A Chance to Give Some Great Art a Good Home (For the Right Price)

Approximately 200 pieces from the personal art collection of the late, great Ray Nasher, who died a year ago this Sunday, will be going up for auction in May at Sotheby’s New York. A few of the prominent pieces to be sold include Picasso’s Le Baiser (estimated to sell for between $10 and $15 million) and L’Atelier (expected to fetch $6 to $8 million), as well as a rare series of Jasper Johns prints. Nasher’s entire collection—including those works on display at the Nasher Sculpture Center—is valued at more than $350 million.

I was lucky enough to get to interview Mr. Nasher in September 2006 at his home, for a piece that appeared in D CEO. He was so proud to show off each of the incredible pieces he kept at his residence, and talk about what each one meant to him and his late wife, Patsy. He credited his passion to his parents, who exposed him to music and art in his hometown of Boston, where, at the Boston Museum of Fine Art, he fell in love with Van Gogh’s Postman as a child. “Art has made life just so much more meaningful,” he said. “We just wanted to have in our home pieces that we loved and lived with and liked to get up every morning and enjoy. … [but] you’re selfish if you don’t utilize your art properly, because it’s something for everyone to share.” When asked how many pieces he owned in all, he replied, “Six hundred or something? I don’t know. I’m not sure. I don’t know numbers. It’s quality that counts.”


→ **Exercise**: Every line below containing the word "Central" should be found and copied.
****
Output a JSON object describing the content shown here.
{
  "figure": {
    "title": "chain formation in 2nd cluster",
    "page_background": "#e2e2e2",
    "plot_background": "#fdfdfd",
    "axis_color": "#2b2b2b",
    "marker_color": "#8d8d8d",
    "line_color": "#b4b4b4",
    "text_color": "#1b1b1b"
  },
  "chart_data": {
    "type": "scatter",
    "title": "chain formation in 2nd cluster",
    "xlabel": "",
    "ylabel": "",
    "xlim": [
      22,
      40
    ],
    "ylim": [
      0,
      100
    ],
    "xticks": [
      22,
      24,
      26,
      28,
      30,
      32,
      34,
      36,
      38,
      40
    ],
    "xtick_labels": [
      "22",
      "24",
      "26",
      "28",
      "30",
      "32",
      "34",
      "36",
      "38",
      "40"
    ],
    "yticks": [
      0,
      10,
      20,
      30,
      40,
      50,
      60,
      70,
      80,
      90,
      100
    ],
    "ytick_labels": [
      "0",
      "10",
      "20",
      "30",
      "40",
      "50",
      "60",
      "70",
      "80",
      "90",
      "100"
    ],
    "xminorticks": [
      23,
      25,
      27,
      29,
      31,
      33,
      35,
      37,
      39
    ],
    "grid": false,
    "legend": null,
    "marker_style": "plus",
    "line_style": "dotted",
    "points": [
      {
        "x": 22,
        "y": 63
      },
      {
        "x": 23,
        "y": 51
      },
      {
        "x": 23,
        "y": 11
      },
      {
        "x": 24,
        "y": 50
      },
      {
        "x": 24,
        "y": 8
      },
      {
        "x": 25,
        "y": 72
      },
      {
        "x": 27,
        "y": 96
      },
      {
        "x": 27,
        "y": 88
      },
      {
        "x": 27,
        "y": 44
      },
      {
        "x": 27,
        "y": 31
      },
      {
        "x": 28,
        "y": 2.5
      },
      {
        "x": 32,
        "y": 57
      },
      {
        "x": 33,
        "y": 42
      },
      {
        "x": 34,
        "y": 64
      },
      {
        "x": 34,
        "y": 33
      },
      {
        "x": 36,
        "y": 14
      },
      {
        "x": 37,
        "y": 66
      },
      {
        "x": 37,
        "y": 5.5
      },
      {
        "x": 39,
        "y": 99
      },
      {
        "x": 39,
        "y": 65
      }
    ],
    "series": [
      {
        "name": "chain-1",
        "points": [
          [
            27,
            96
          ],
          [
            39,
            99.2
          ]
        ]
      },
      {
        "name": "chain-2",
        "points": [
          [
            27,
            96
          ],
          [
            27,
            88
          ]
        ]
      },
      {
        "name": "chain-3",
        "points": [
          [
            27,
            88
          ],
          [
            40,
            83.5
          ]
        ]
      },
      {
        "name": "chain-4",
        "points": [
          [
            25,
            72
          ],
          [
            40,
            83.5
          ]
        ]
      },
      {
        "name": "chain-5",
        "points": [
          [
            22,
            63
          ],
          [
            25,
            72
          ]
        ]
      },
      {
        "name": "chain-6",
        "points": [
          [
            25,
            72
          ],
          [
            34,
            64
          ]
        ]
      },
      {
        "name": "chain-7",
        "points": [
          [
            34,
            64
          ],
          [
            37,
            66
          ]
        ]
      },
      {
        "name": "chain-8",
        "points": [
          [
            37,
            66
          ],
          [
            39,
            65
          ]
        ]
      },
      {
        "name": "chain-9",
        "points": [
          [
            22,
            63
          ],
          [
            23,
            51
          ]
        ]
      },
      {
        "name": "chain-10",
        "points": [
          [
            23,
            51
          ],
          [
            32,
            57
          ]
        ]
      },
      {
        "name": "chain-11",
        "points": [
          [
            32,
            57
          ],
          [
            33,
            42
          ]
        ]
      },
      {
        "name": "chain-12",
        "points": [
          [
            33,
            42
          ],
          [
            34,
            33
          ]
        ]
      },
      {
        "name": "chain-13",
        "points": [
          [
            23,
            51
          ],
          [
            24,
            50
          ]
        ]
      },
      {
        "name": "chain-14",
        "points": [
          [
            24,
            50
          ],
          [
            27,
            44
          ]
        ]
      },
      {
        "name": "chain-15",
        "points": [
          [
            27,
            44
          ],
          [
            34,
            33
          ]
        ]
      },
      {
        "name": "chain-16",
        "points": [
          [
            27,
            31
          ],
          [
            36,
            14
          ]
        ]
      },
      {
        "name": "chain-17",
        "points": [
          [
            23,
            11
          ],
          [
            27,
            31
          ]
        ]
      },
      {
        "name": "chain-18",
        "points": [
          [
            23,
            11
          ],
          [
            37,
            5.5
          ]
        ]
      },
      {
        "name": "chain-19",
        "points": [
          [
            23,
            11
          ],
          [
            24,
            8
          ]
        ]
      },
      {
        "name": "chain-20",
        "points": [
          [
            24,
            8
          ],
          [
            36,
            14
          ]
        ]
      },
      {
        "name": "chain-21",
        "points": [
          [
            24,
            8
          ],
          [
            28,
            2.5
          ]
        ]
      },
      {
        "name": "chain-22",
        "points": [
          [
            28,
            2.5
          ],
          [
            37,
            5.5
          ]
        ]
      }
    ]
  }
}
****
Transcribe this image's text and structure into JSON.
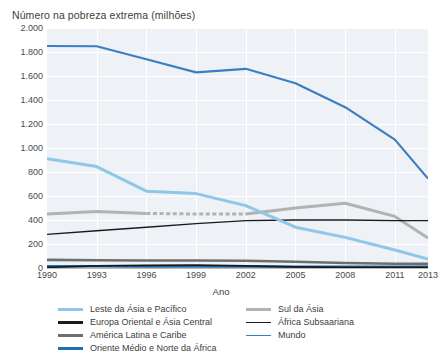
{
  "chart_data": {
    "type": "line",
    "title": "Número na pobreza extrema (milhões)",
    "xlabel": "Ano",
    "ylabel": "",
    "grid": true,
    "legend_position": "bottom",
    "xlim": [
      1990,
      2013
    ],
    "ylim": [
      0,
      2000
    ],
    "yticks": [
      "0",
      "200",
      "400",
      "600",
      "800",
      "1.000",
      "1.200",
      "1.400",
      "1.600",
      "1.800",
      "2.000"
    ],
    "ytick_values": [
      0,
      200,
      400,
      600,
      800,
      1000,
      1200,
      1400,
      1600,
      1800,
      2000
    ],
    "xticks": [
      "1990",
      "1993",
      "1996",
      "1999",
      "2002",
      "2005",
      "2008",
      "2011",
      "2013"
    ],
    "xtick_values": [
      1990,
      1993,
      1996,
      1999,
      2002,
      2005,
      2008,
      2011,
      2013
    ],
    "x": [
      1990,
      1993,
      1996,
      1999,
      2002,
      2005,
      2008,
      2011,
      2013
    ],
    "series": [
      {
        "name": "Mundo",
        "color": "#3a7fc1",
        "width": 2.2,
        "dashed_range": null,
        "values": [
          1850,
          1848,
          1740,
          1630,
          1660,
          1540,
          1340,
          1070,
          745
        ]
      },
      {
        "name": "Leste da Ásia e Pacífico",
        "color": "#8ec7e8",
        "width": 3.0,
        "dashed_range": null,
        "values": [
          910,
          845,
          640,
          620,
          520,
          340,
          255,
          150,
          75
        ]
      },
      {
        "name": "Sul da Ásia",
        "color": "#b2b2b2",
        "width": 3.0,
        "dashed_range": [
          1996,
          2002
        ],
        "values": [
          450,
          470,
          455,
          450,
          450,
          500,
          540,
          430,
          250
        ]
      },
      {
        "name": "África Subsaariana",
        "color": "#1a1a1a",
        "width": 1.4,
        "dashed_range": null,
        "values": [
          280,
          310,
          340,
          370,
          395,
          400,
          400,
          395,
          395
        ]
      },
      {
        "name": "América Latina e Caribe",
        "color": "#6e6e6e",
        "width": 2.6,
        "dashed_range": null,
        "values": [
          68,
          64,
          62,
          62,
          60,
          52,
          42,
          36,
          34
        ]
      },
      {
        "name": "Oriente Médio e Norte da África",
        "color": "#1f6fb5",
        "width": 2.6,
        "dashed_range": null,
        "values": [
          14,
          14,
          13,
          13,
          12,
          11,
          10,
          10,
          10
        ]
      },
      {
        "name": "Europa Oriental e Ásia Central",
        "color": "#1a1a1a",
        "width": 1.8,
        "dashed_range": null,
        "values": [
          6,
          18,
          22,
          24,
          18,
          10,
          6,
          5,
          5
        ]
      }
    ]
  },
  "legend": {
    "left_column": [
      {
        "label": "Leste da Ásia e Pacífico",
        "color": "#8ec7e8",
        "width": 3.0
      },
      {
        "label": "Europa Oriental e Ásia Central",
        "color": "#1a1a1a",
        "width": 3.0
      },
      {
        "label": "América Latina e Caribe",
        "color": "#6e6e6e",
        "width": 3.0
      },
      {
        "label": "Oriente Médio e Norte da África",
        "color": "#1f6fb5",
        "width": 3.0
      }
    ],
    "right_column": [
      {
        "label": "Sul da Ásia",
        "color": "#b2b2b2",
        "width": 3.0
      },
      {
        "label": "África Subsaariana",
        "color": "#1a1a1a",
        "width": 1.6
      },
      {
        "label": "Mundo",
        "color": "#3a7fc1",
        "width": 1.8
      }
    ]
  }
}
****
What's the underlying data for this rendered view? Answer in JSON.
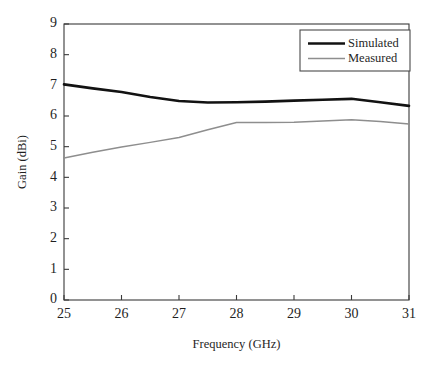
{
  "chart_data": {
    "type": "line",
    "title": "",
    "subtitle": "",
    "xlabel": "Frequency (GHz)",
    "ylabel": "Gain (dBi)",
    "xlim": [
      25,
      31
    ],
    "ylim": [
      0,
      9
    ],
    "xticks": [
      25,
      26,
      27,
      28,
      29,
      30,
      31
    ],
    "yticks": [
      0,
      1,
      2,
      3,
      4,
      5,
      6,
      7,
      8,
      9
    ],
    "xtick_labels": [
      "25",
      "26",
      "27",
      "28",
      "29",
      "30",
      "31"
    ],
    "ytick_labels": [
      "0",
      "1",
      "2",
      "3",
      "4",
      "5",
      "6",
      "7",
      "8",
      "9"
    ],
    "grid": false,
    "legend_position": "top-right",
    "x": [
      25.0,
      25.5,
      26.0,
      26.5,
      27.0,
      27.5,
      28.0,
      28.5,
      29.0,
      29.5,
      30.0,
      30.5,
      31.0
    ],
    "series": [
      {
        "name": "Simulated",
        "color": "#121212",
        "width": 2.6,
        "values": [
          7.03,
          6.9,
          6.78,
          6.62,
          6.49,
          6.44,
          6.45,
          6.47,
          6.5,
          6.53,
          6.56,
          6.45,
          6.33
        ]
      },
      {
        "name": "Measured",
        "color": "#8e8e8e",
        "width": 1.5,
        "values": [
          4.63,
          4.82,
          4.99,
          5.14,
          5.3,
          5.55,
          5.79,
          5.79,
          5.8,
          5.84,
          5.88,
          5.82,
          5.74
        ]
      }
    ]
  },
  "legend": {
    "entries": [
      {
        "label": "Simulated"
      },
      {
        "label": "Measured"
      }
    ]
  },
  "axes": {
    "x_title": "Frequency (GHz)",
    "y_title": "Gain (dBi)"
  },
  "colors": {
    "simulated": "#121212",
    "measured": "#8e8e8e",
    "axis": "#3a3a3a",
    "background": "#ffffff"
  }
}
****
→ **Solution to the problem**:
        "name": "Europa Oriental e Ásia Central",
        "label": "Europa Oriental e Ásia Central",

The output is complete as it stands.